“From a range of even five feet, I doubt if the tank crew will even feel the blast.Ragnar Benson wrote: * Acquiring New ID : How To Easily Use The Latest Technology To Drop Out, Start Over, and Get On with Your Life * Action Careers: Employment in the High-Risk Job Market * Breath Of The Dragon: Homebuilt Flamethrowers * Bull's Eye: Crossbow * David's Tool Kit: A Citizen's Guide to Taking Out Big Brother's Heavy Weapons * Do-It-Yourself Medicine: How to Find and Use the Most Effective Antibiotics, Painkillers, Anesthetics and Other Miracle Drugs. As a result of his success, the fellow urges neophyte tank killers to wait until the one tread of the machine is firmly over the explosive’s barrel, before attempting detonation. Stevens proved that 700 pounds of fuel-soaked ammonium nitrate detonating a relatively slow rate of 9,000 feet per second was capable of flipping a large tank. narrative of another book Homemade C4 - A Recipe for Survival Benson mentions that he. That night the tank was properly stripped of weapons and burnt. Ragnar Benson is the pen name of a prolific survivalist author who. The enemy ether did not know about their disabled tank, or did not have a tank retriever available to pick it up. Snipers then kept would-be salvagers away. Stevens and his men allowed the tank-crew members to run off. The tank was simply thrown over on its side, he said. Because the explosive was so slow, it did not break any significant pieces from the behemoth. He radio-detonated the charge from about 600 yards. After several long days waiting, a tank finally drove on top of his huge mine.

He and his crew carefully buried the barrel in a dry area along the side of a road where tanks commonly pulled over to refuel. Tim Stevens, a now-retired Marine major, had personal experience tipping over a Russian T-72 tank in Iraq, using a barrel (55 gallons) of ammonium nitrate and fuel oil. What Ragnar Benson presents to us as Homemade C4 is just an improvised explosive known as ANNM (Ammonium Nitrate + Nitromethane or NH4NO3 + CH3NO2), whose public patent is US4093478A.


TASK TO CARRY OUT: Copy out each line below that has the word "title" in it.

*** DATA ***

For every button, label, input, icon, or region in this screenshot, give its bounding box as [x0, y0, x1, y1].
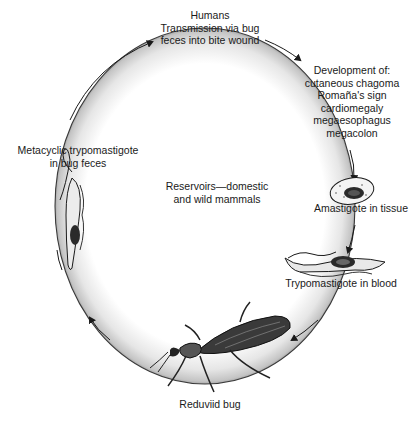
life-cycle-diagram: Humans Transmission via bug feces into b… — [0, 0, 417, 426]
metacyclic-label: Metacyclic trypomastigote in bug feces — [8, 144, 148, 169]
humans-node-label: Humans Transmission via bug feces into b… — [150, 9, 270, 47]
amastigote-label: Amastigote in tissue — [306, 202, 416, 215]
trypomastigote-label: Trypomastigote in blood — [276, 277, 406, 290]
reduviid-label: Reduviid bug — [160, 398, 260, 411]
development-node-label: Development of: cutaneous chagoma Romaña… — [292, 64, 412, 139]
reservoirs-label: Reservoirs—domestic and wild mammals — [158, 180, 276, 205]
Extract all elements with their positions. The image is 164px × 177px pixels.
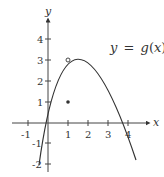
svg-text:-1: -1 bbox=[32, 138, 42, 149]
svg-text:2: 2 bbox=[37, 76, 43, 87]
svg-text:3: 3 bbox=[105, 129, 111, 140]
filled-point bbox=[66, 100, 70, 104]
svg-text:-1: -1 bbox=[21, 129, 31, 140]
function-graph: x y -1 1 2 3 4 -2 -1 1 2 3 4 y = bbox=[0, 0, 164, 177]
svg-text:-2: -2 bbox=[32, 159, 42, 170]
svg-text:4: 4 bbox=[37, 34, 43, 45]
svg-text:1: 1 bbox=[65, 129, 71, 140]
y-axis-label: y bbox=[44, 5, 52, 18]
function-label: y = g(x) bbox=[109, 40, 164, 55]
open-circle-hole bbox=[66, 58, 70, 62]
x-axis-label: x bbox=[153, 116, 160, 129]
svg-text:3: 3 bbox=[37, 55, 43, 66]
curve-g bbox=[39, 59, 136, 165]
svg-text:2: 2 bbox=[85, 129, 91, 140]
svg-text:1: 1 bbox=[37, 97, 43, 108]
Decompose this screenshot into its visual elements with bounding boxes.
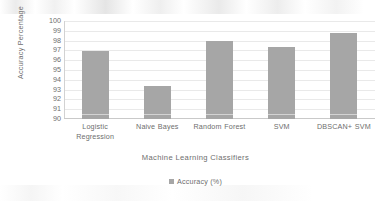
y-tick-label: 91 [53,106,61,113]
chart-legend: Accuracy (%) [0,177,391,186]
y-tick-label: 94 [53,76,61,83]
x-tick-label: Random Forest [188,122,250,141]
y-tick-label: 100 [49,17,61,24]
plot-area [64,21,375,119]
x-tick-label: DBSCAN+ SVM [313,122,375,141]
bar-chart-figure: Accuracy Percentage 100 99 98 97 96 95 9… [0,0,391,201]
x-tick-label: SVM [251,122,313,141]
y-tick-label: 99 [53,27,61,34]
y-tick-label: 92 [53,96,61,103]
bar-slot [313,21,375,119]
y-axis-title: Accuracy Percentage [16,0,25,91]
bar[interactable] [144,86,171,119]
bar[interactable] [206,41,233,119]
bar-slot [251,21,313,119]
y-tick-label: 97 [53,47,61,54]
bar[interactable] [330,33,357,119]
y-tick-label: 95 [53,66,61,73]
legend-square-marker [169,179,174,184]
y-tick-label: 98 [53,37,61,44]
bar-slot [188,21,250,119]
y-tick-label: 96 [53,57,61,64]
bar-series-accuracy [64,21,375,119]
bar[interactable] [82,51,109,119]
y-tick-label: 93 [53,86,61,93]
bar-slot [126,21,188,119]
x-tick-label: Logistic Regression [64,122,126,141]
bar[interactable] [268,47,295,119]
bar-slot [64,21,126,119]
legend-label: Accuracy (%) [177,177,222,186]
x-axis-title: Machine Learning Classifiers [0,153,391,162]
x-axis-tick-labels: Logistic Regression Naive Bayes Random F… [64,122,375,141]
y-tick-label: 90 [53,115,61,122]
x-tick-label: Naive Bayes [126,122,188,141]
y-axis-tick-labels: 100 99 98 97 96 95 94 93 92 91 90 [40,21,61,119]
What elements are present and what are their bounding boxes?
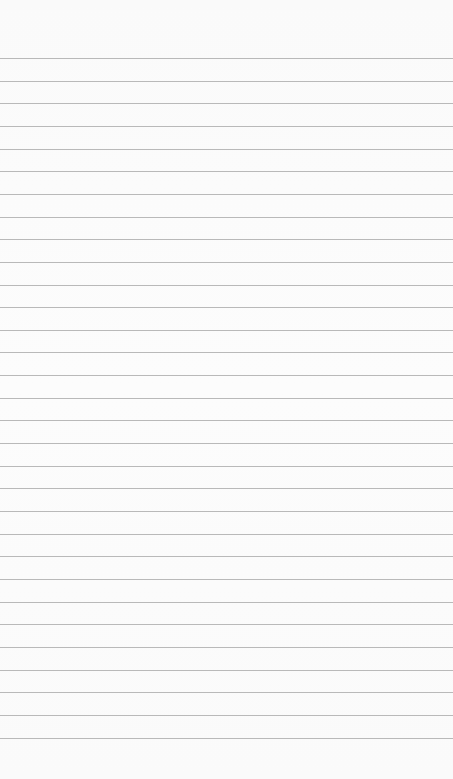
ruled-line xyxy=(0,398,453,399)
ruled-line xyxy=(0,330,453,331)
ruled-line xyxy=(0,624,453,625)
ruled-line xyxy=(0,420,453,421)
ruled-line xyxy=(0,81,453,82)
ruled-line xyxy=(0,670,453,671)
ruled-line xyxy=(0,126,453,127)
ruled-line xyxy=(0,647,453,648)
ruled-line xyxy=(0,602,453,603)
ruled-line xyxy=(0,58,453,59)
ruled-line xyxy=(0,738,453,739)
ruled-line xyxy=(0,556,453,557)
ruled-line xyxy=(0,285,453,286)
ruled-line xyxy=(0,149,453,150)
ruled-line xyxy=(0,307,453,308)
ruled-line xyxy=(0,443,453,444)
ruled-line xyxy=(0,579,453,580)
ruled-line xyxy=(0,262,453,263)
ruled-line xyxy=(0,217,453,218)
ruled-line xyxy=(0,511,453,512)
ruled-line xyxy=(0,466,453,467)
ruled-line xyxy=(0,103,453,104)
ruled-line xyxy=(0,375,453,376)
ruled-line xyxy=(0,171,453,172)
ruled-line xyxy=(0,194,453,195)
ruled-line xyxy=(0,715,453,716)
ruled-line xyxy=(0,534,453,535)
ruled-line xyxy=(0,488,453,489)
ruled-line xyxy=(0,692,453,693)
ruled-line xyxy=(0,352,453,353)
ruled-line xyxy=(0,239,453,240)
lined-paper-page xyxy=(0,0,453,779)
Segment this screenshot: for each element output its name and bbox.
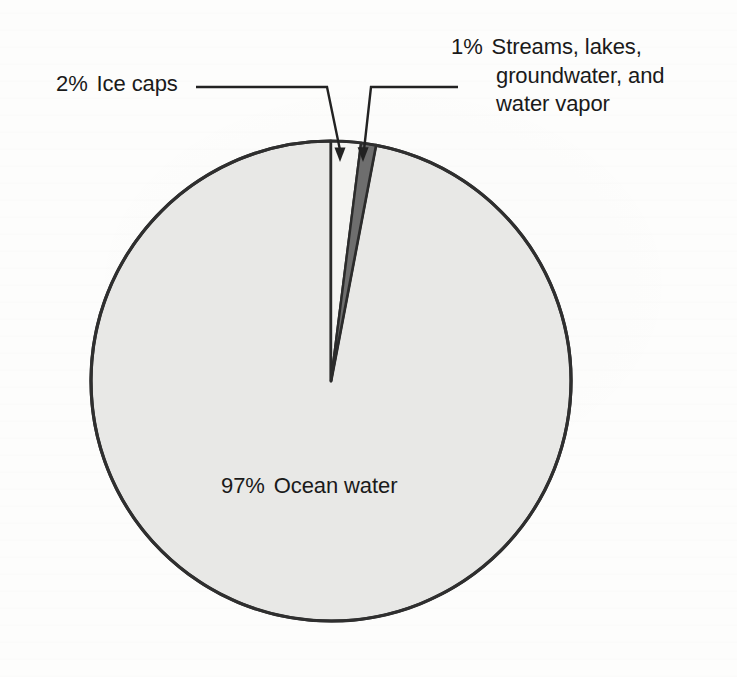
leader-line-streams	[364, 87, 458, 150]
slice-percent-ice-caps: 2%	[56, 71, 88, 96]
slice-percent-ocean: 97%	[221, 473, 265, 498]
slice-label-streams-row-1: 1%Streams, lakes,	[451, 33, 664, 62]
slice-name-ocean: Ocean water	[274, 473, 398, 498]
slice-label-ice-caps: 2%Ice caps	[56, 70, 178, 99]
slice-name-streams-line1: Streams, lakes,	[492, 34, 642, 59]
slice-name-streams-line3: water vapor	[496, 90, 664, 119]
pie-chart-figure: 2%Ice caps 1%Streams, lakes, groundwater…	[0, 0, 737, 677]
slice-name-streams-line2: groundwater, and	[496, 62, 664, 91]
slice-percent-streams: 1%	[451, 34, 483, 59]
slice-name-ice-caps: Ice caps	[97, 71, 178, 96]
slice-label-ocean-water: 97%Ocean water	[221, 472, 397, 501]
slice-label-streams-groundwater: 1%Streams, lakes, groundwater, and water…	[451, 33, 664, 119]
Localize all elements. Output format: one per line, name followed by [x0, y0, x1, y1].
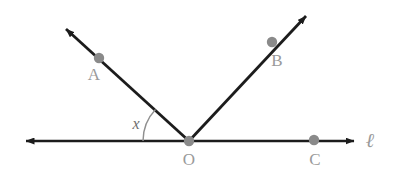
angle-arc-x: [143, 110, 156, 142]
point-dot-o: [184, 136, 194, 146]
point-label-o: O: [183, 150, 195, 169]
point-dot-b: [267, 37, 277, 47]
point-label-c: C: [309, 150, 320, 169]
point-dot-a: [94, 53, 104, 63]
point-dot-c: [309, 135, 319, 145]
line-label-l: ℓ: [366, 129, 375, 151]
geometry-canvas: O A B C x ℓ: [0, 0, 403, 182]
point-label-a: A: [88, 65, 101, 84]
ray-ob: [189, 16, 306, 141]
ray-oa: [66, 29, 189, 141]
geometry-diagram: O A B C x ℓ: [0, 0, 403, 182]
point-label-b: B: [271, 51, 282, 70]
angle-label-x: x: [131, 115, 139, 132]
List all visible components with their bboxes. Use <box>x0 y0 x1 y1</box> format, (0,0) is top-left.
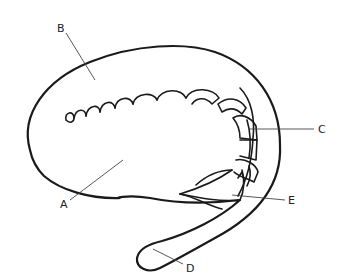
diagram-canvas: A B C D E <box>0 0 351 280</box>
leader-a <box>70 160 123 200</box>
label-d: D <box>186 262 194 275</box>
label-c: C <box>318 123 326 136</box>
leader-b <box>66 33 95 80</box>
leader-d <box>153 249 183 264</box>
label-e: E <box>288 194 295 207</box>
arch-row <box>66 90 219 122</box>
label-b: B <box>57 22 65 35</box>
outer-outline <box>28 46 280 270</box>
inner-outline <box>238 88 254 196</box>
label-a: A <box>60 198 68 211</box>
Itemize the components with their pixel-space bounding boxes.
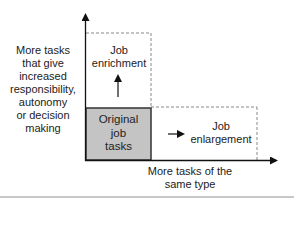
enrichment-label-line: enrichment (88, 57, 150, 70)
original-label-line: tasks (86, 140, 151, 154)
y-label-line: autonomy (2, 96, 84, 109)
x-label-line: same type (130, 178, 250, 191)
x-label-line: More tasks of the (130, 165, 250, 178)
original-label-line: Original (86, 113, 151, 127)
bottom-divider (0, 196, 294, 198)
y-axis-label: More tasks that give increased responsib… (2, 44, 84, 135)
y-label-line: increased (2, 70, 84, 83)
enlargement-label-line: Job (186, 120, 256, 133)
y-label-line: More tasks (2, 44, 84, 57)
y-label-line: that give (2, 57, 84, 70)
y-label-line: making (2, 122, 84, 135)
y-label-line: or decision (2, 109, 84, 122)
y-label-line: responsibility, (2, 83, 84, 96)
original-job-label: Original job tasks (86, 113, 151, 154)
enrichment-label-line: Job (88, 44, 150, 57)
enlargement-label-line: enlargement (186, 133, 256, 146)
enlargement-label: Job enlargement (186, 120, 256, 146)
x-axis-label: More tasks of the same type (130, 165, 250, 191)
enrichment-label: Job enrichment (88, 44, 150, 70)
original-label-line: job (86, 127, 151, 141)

*** End of DATA ***

OUTPUT FOR THIS EXERCISE:
y-axis-title: Accuracy Percentage [16,0,25,91]
x-axis-title: Machine Learning Classifiers [0,153,391,162]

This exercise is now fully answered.